Here is what Peter Boockvar wrote today as the world awaits the next round of monetary madness: I will also look at this debate from another angle and it is a play on the stock vs flow thesis that the Fed came up with years ago in analyzing their influence on interest rates from their weekly purchases vs the growing size of their balance sheet. Looking at the flow of the data over the past few months, it is easy to argue that a rate hike now doesn’t make much sense: job growth slowing, ISM manufacturing back below 50, GDP growth averaging just around 1.5% over the past four quarters, a peak in auto sales (highly sensitive to the cost and terms of credit), etc…

Looking at the stock however, why are short term interest rates now about where they were during the Great Depression in the early 1930’s as we approach year 8 of this economic expansion?
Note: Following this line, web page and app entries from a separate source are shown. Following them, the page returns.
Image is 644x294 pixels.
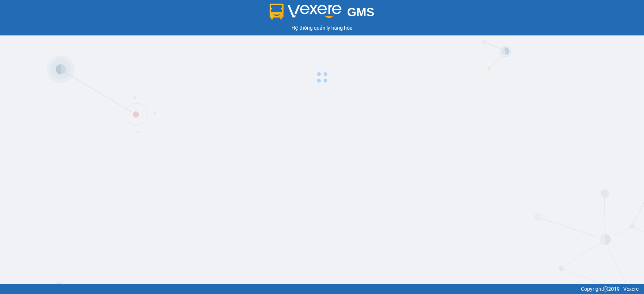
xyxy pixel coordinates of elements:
div: Copyright 2019 - Vexere [5,285,639,293]
a: GMS [270,11,374,17]
span: GMS [347,5,374,19]
div: Hệ thống quản lý hàng hóa [2,24,642,32]
img: logo 2 [270,4,341,20]
span: copyright [603,286,608,291]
See the chart below on short term rates I found online from my friend Jim Bianco that stops in 2011 but you get the point as it says a million words about how off the rails monetary policy has gone and this says nothing about all the QE:

Lastly, KEEP YOUR EYE ON JGB’s! As the BoJ is the most aggressive bank out there, longer end yields continue to rise. The 10 yr yield was up another 1.5 bps overnight and is almost back to zero at -.018%. It was at -.29% just six weeks ago. The current level is the least negative since mid March. The BoJ is beginning to realize the damage the yield curve is doing to their banking system and there is chatter that in their month end review, there may be an attempt to let the curve steepen again. They have already been cutting back on buying paper with maturities of 10+ yrs. Considering the extent of the bond bubble, this will be quite a needle to thread.